McKay snaps that Javadi’s decision to rush Sherry off onto the social worker and keep things moving will have its own dark repercussions. With her trust broken, she’ll likely never come back to that hospital. The odds of truly saving her, or at least helping her save herself, have greatly diminished. Instead of listening to what Sherry needed, Javadi simply came in and told her what to do. 

The ability to listen to a patient, to put aside your own moral judgement or even bend the rules, is most overtly realized in a storyline that is explicitly about choice. When Dr. Collins examines the 17 year old who’s there for a medical abortion, she finds that the girl is narrowly over the gestational period where the procedure is legal. Moreover, Dr. Abbott, the girl’s original provider, has seemingly deliberately fudged the ultrasound results to fall within the law. Collins brings her concerns to Robby. Though she agrees with him that the girl deserves to have a life, she’s fearful that she could get booted from the residency program if she’s caught essentially falsifying records. 

Robby, however, has no qualms about getting selective with what he finds on the ultrasound. It’s refreshing that the medical team doesn’t indulge in any hand-wringing over whether this teenager should get the care she needs. And it’s especially important to see a male character take such a major risk for abortion access. Still, in the coming episodes, it's imperative for the writers to start deepening Collins’ feelings about her own pregnancy. 

Collins has been one of the biggest casualties of the series’ maximalism, edged out by other characters to the point where she still remains a cypher. How does she feel about being a mother, especially a single mother (as far as we know) in a high-stakes field with brutal hours? What compelled her to make the choice regarding the young girl before her? 

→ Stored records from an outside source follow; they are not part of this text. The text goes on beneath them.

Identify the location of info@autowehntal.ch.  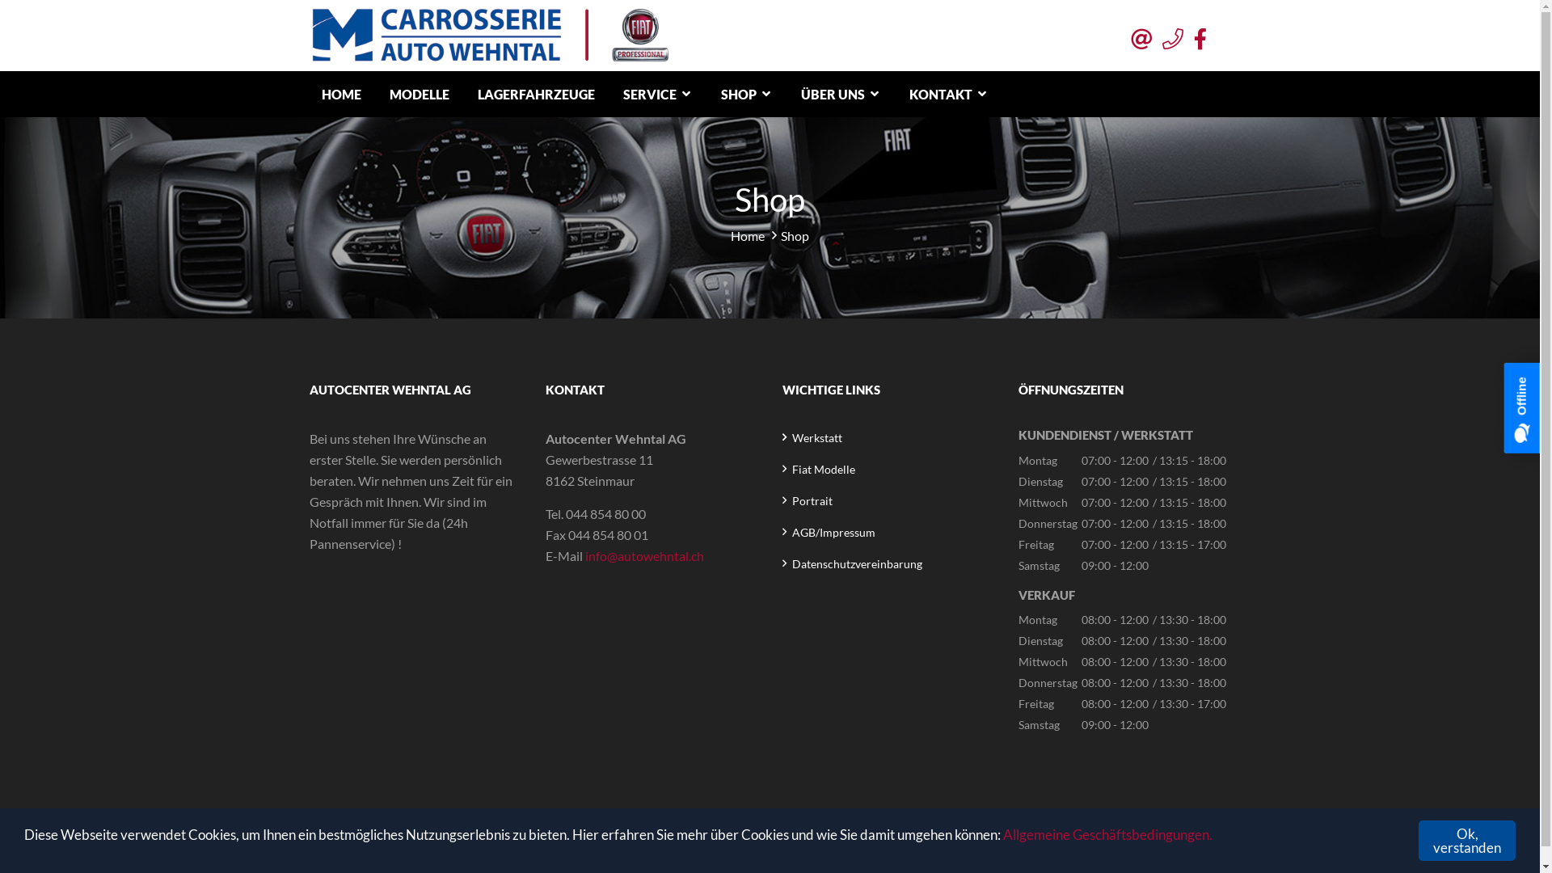
(645, 556).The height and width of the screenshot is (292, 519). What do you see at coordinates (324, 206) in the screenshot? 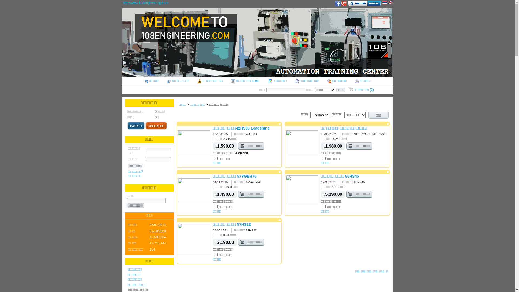
I see `1052411` at bounding box center [324, 206].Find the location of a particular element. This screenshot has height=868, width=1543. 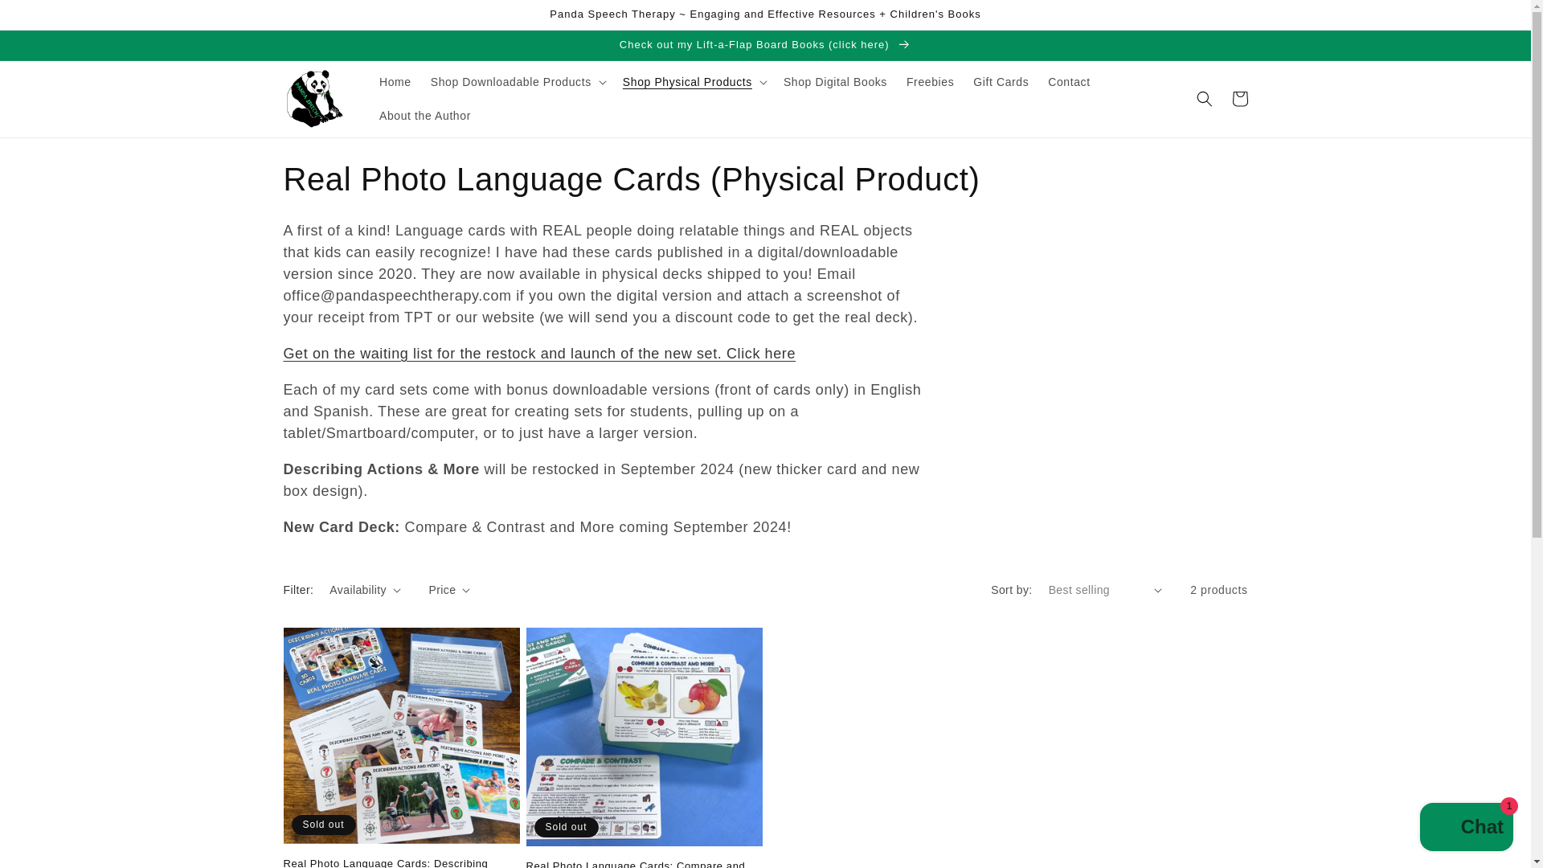

Shopify online store chat is located at coordinates (1466, 829).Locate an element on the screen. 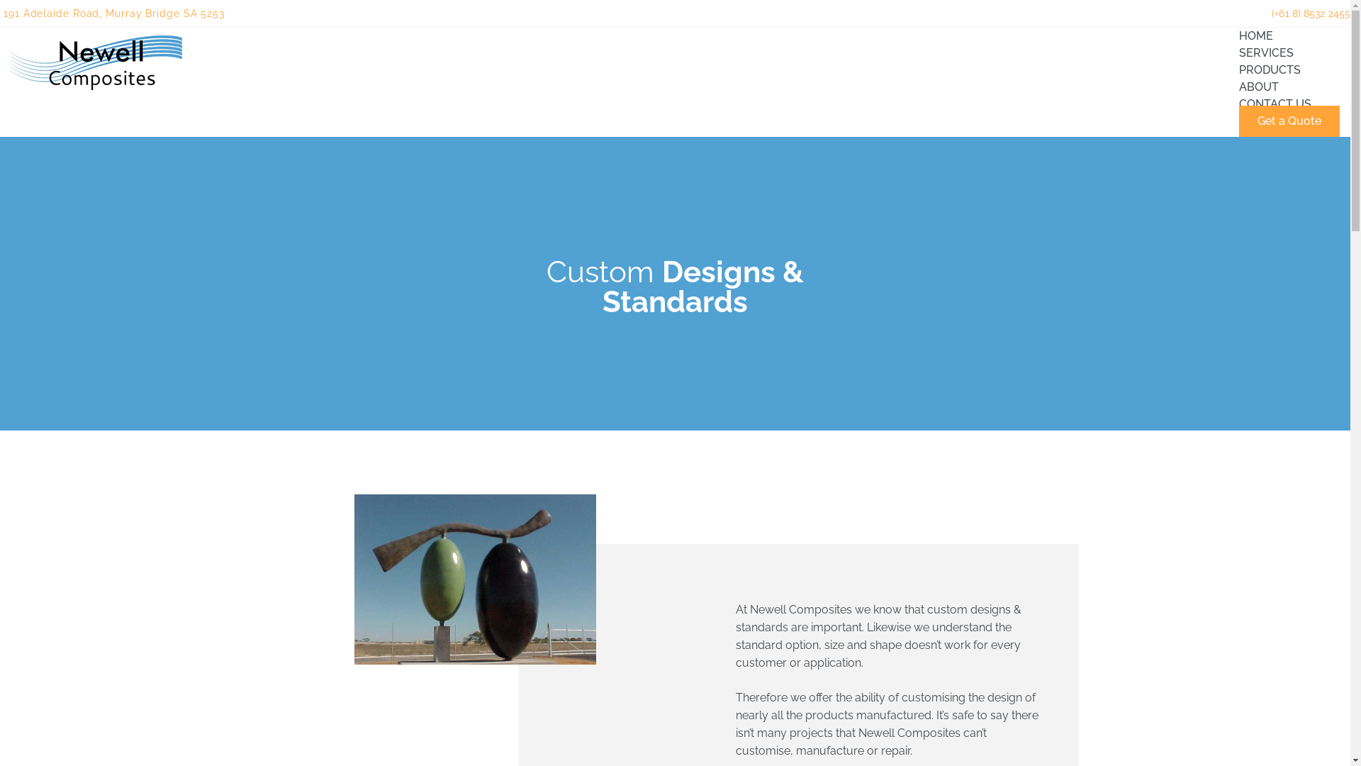  CONTACT US is located at coordinates (1276, 104).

Hopefully, the writers will take advantage of the hell of a cliffhanger they’ve set up. A woman rushes into the room—and it’s the girl’s real mother. She wants to know whether the abortion has happened and if it can even happen without her express approval since the girl is not yet 18. Apparently, the supportive mom beside her in the hospital was actually her supportive aunt. Casting a expression pinched with regret to the girl, Collins tells her that no, it can’t go on without her approval. Given that the hospital administration is already out for Robby, things are about to get even more tense. 

Stray observations 

  • • Another powerful patient plotline returns with Joyce, the sickle-cell patient, and her wife Ondine. Joyce is so critically ill that she must make the choice to undergo ventilation. Despite the couple’s fears, they are grateful to Mohan for shepherding them through the process with compassion. 
  • • This was yet another jam-packed episode, but it bears mentioning that the show’s portrayal of an adult child overwhelmed by caregiving for her ailing mother is really spot-on. After King, who warns her about the burdens of caregiver fatigue (something she knows well from her own experience tending to her sister before placing her in a facility), the woman seemingly bolts from the ER, leaving her mother behind.
  • • On a lighter note, we finally get confirmation that Robby and Collins dated.